Delkra, unaware of the prince’s thoughts, clapped his hands in resigned negation.

“The chiefs of both tribes are crafty. They have seen us weaken. They feel that if they just let us wither a bit more, they can take our lands and squabble over the leftovers.”

“So how can we help?” Captain Pahner asked. From his tone, Roger decided, it was pretty obvious that he knew at least one way they could help . . . and just as obvious that he was unwilling to do so.

“We don’t know,” Cord admitted. “But it’s obvious from your tools and abilities that you have great knowledge. It was our hope that if we described our quandary to you you might see some solution which has eluded us.”

Pahner and Roger turned as one to look at Eleanora.

“Oh great,” she said. “Now you want my help.”

She thought about what the two Mardukans said. And about city-state politics. And about Machiavelli.

“You have two apparently separate problems,” she said after a moment. “One on the receiving side, and one on the giving side. They might be connected, but that’s an assumption at this point.”

She spoke slowly, almost distantly, as her mind ranged back and forth over the Mardukans’ description of events, and she scratched the back of her neck while she thought.

“Have you been actively offered offense in your dealings with the rulers of the city-state?”

“No,” Cord answered definitively. “I have been to Q’Nkok twice recently to discuss the problems with the quality of the tribute and the unlawful intrusions of the woodcutters. The King has been very gracious on both occasions. The common people of the city don’t like us, nor we them, but the King has been very friendly.”

“Is wood-cutting a monopoly?” Eleanora asked. “Does one house cut all the wood? And what are these houses? How many are there, and how are they organized?”

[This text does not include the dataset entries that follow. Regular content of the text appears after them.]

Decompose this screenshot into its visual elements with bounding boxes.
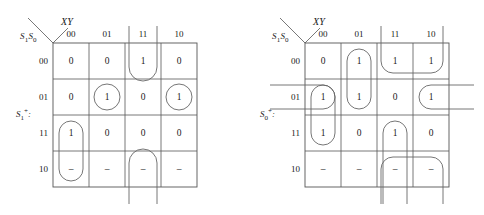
right-cell-r2c2: 1: [377, 128, 413, 138]
left-cell-r3c3: –: [161, 164, 197, 174]
right-cell-r0c0: 0: [305, 56, 341, 66]
right-cell-r1c0: 1: [305, 92, 341, 102]
right-col-header-0: 00: [305, 29, 341, 39]
right-cell-r1c1: 1: [341, 92, 377, 102]
right-row-variable-label: S1S0: [272, 31, 289, 44]
right-row-header-2: 11: [274, 128, 300, 138]
left-cell-r1c1: 1: [89, 92, 125, 102]
left-cell-r3c2: –: [125, 164, 161, 174]
right-cell-r0c1: 1: [341, 56, 377, 66]
right-row-header-1: 01: [274, 92, 300, 102]
left-cell-r2c1: 0: [89, 128, 125, 138]
left-row-header-0: 00: [22, 56, 48, 66]
left-col-variable-label: XY: [61, 16, 73, 27]
left-cell-r0c1: 0: [89, 56, 125, 66]
right-cell-r3c1: –: [341, 164, 377, 174]
right-col-header-2: 11: [377, 29, 413, 39]
right-cell-r1c3: 1: [413, 92, 449, 102]
left-cell-r0c2: 1: [125, 56, 161, 66]
left-cell-r2c0: 1: [53, 128, 89, 138]
right-cell-r3c0: –: [305, 164, 341, 174]
left-col-header-1: 01: [89, 29, 125, 39]
left-cell-r1c0: 0: [53, 92, 89, 102]
right-cell-r3c2: –: [377, 164, 413, 174]
right-cell-r2c1: 0: [341, 128, 377, 138]
left-cell-r3c0: –: [53, 164, 89, 174]
left-row-variable-label: S1S0: [20, 31, 37, 44]
right-cell-r2c3: 0: [413, 128, 449, 138]
right-cell-r0c2: 1: [377, 56, 413, 66]
left-cell-r2c2: 0: [125, 128, 161, 138]
kmap-left-s1-next: XY S1S0 S1+: 00 01 11 10 00 01 11 10 0 0…: [0, 0, 242, 215]
left-col-header-0: 00: [53, 29, 89, 39]
right-cell-r1c2: 0: [377, 92, 413, 102]
left-row-header-2: 11: [22, 128, 48, 138]
left-output-label: S1+:: [16, 107, 31, 122]
kmap-figure: XY S1S0 S1+: 00 01 11 10 00 01 11 10 0 0…: [0, 0, 484, 215]
left-cell-r1c3: 1: [161, 92, 197, 102]
right-cell-r3c3: –: [413, 164, 449, 174]
right-col-header-1: 01: [341, 29, 377, 39]
right-row-header-0: 00: [274, 56, 300, 66]
left-row-header-1: 01: [22, 92, 48, 102]
right-row-header-3: 10: [274, 164, 300, 174]
left-cell-r2c3: 0: [161, 128, 197, 138]
right-col-header-3: 10: [413, 29, 449, 39]
left-cell-r0c0: 0: [53, 56, 89, 66]
right-cell-r0c3: 1: [413, 56, 449, 66]
left-cell-r3c1: –: [89, 164, 125, 174]
right-cell-r2c0: 1: [305, 128, 341, 138]
right-col-variable-label: XY: [313, 16, 325, 27]
right-output-label: S0+:: [260, 107, 275, 122]
left-row-header-3: 10: [22, 164, 48, 174]
left-cell-r1c2: 0: [125, 92, 161, 102]
left-col-header-2: 11: [125, 29, 161, 39]
left-cell-r0c3: 0: [161, 56, 197, 66]
kmap-right-s0-next: XY S1S0 S0+: 00 01 11 10 00 01 11 10 0 1…: [242, 0, 484, 215]
left-col-header-3: 10: [161, 29, 197, 39]
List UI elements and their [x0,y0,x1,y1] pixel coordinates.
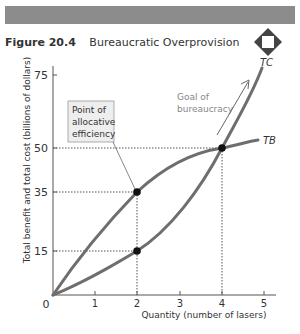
guide-lines [53,148,222,295]
tb-curve [53,140,258,295]
svg-text:efficiency: efficiency [72,129,116,139]
efficiency-annotation: Point of allocative efficiency [68,101,135,189]
svg-text:bureaucracy: bureaucracy [177,104,234,114]
x-tick-1: 1 [92,298,98,309]
tc-label: TC [260,57,273,68]
x-tick-0: 0 [43,298,50,311]
y-tick-50: 50 [34,142,48,155]
point-intersection-4 [218,144,226,152]
svg-text:Point of: Point of [72,105,107,115]
y-tick-75: 75 [34,69,48,82]
svg-text:allocative: allocative [72,117,116,127]
x-tick-4: 4 [219,298,225,309]
chart: 75 50 35 15 0 1 2 3 4 5 Quantity (number… [0,0,300,334]
x-tick-5: 5 [261,298,267,309]
svg-text:Goal of: Goal of [177,92,210,102]
point-tc-2 [133,247,141,255]
y-tick-35: 35 [34,186,48,199]
point-tb-2 [133,188,141,196]
x-tick-2: 2 [134,298,140,309]
diamond-square-icon [254,28,282,56]
goal-annotation: Goal of bureaucracy [177,80,249,135]
y-tick-15: 15 [34,245,48,258]
tb-label: TB [263,135,276,146]
x-tick-3: 3 [177,298,183,309]
x-axis-label: Quantity (number of lasers) [142,310,267,320]
y-axis-label: Total benefit and total cost (billions o… [22,57,32,264]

“There are sixteen Great Houses,” Cord told her. “Plus the House of the King. There are also many smaller houses. The Great Houses sit on the Royal Council and . . . there are other rights attached to them. No single house has the right to cut wood, and the woodcutters who offend are not from a single house.”

“And the tribute? Is it supplied by the Houses or by the King?”

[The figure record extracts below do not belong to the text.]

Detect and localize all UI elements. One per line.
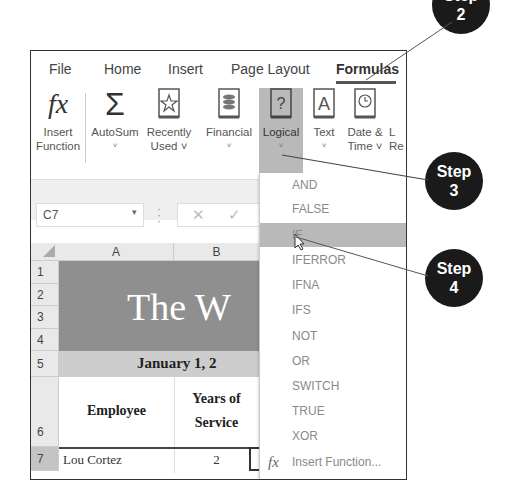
formula-bar-buttons: ✕ ✓ — [177, 203, 267, 227]
menu-item-label: Insert Function... — [292, 455, 381, 469]
chevron-down-icon: ˅ — [257, 139, 305, 153]
sigma-icon: Σ — [89, 87, 141, 121]
recently-used-button[interactable]: Recently Used ˅ — [143, 87, 195, 153]
row-header-7[interactable]: 7 — [31, 447, 59, 471]
row-header-6[interactable]: 6 — [31, 377, 59, 447]
step-2-callout: Step 2 — [432, 0, 490, 34]
button-label: L — [389, 125, 407, 139]
formula-bar-grip-icon: ··· — [157, 206, 161, 224]
name-box-value: C7 — [43, 208, 58, 222]
star-book-icon — [157, 87, 181, 121]
chevron-down-icon[interactable]: ▾ — [132, 207, 137, 217]
row-header-1[interactable]: 1 — [31, 261, 59, 284]
tab-page-layout[interactable]: Page Layout — [231, 61, 310, 77]
callout-word: Step — [437, 163, 472, 180]
button-label: AutoSum — [89, 125, 141, 139]
button-label: Time ˅ — [343, 139, 387, 153]
menu-item-ifna[interactable]: IFNA — [260, 273, 407, 297]
callout-word: Step — [444, 0, 479, 4]
active-cell-c7[interactable] — [249, 447, 259, 471]
menu-item-insert-function[interactable]: fx Insert Function... — [260, 450, 407, 474]
button-label: Re — [389, 139, 407, 153]
menu-item-not[interactable]: NOT — [260, 324, 407, 348]
lookup-reference-button[interactable]: L Re — [389, 87, 407, 153]
clock-book-icon — [353, 87, 377, 121]
cell-b7[interactable]: 2 — [174, 452, 259, 468]
svg-text:?: ? — [277, 95, 286, 112]
header-text: Years of — [192, 391, 241, 406]
menu-item-and[interactable]: AND — [260, 173, 407, 197]
callout-number: 4 — [450, 279, 459, 296]
callout-word: Step — [437, 260, 472, 277]
sheet-date: January 1, 2 — [137, 355, 217, 372]
active-tab-underline — [336, 81, 396, 84]
column-header-b[interactable]: B — [174, 243, 259, 261]
question-book-icon: ? — [269, 87, 293, 121]
column-header-a[interactable]: A — [59, 243, 174, 261]
menu-item-false[interactable]: FALSE — [260, 197, 407, 221]
menu-item-ifs[interactable]: IFS — [260, 298, 407, 322]
button-label: Used ˅ — [143, 139, 195, 153]
chevron-down-icon: ˅ — [307, 139, 341, 153]
button-label: Recently — [143, 125, 195, 139]
tab-file[interactable]: File — [49, 61, 72, 77]
button-label: Function — [33, 139, 83, 153]
tab-home[interactable]: Home — [104, 61, 141, 77]
header-employee: Employee — [59, 403, 174, 419]
excel-window: File Home Insert Page Layout Formulas fx… — [30, 50, 407, 480]
enter-icon[interactable]: ✓ — [228, 206, 241, 224]
name-box[interactable]: C7 ▾ — [36, 203, 144, 227]
row-header-3[interactable]: 3 — [31, 306, 59, 329]
row-header-4[interactable]: 4 — [31, 329, 59, 351]
step-4-callout: Step 4 — [425, 249, 483, 307]
row-header-5[interactable]: 5 — [31, 351, 59, 377]
button-label: Text — [307, 125, 341, 139]
button-label: Insert — [33, 125, 83, 139]
menu-item-xor[interactable]: XOR — [260, 424, 407, 448]
logical-button[interactable]: ? Logical ˅ — [257, 87, 305, 153]
chevron-down-icon: ˅ — [89, 139, 141, 153]
tab-formulas[interactable]: Formulas — [336, 61, 399, 77]
logical-functions-menu: AND FALSE IF IFERROR IFNA IFS NOT OR SWI… — [259, 173, 407, 480]
button-label: Date & — [343, 125, 387, 139]
autosum-button[interactable]: Σ AutoSum ˅ — [89, 87, 141, 153]
cancel-icon[interactable]: ✕ — [192, 206, 205, 224]
menu-item-true[interactable]: TRUE — [260, 399, 407, 423]
cell-a7[interactable]: Lou Cortez — [63, 452, 122, 468]
ribbon-separator — [85, 93, 86, 163]
fx-icon: fx — [33, 87, 83, 121]
tab-insert[interactable]: Insert — [168, 61, 203, 77]
lookup-icon — [389, 87, 407, 121]
menu-item-if[interactable]: IF — [260, 223, 407, 247]
mouse-pointer-icon — [294, 233, 306, 251]
coins-book-icon — [217, 87, 241, 121]
text-button[interactable]: A Text ˅ — [307, 87, 341, 153]
callout-number: 2 — [457, 6, 466, 23]
step-3-callout: Step 3 — [425, 152, 483, 210]
button-label: Logical — [257, 125, 305, 139]
menu-item-or[interactable]: OR — [260, 349, 407, 373]
svg-text:A: A — [318, 94, 330, 114]
button-label: Financial — [203, 125, 255, 139]
letter-a-book-icon: A — [312, 87, 336, 121]
header-years-of-service: Years of Service — [174, 387, 259, 435]
insert-function-button[interactable]: fx Insert Function — [33, 87, 83, 153]
select-all-corner[interactable] — [31, 243, 59, 261]
menu-item-switch[interactable]: SWITCH — [260, 374, 407, 398]
chevron-down-icon: ˅ — [203, 139, 255, 153]
callout-number: 3 — [450, 182, 459, 199]
row-header-2[interactable]: 2 — [31, 284, 59, 306]
financial-button[interactable]: Financial ˅ — [203, 87, 255, 153]
menu-item-iferror[interactable]: IFERROR — [260, 248, 407, 272]
fx-icon: fx — [268, 450, 279, 474]
select-all-triangle-icon — [43, 245, 55, 257]
sheet-title: The W — [127, 285, 231, 329]
date-time-button[interactable]: Date & Time ˅ — [343, 87, 387, 153]
header-text: Service — [195, 415, 239, 430]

“It is supplied by the King through taxes on the Houses, Greater and Lesser. But it is usually conveyed by one of the Great Houses.”

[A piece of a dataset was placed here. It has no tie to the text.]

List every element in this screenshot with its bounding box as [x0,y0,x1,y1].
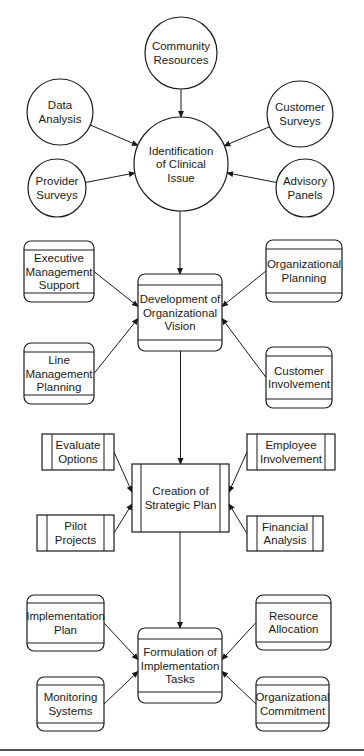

“Expansion of the city-state is inevitable,” she said after a moment’s thought. “And as long as they need the wood as a resource, they’ll encroach farther and farther on your lands. Wars are usually about resources—about economics—at the base. But your concerns are certainly justified.

“I can’t know what’s going on from here. As I understand it, we’re traveling to this Q’Nkok next?” She made it a question and looked at Pahner, who gave a confirming nod and then looked at their hosts.

“I ask that you hold off on any attack until we visit the city,” the Marine said. “I ask for two reasons. One is that we need to trade for goods and animals to make our journey; Q’Nkok is the closest and most accessible source of what we need. The second is that we might be able to come up with a third option that would avoid the needless bloodshed of a war. Let us do a reconnaissance of the town, then we’ll send back word of what we find. As outsiders, we might be able to discern something that you can’t.”

Delkra and Cord looked at one another, and then the chief clapped his upper hands in agreement.

“Very well, we won’t rush to attack. When you go to the town, I will send some of my sons with you. They’ll aid you on the trip and act as messengers.” He paused, and looked around at the gathered humans, and his body language was sober. “I hope for all our sakes that you are able to find a third way. My brother is asi now, and dead to his family, but it would grieve him if his family were dead in truth.”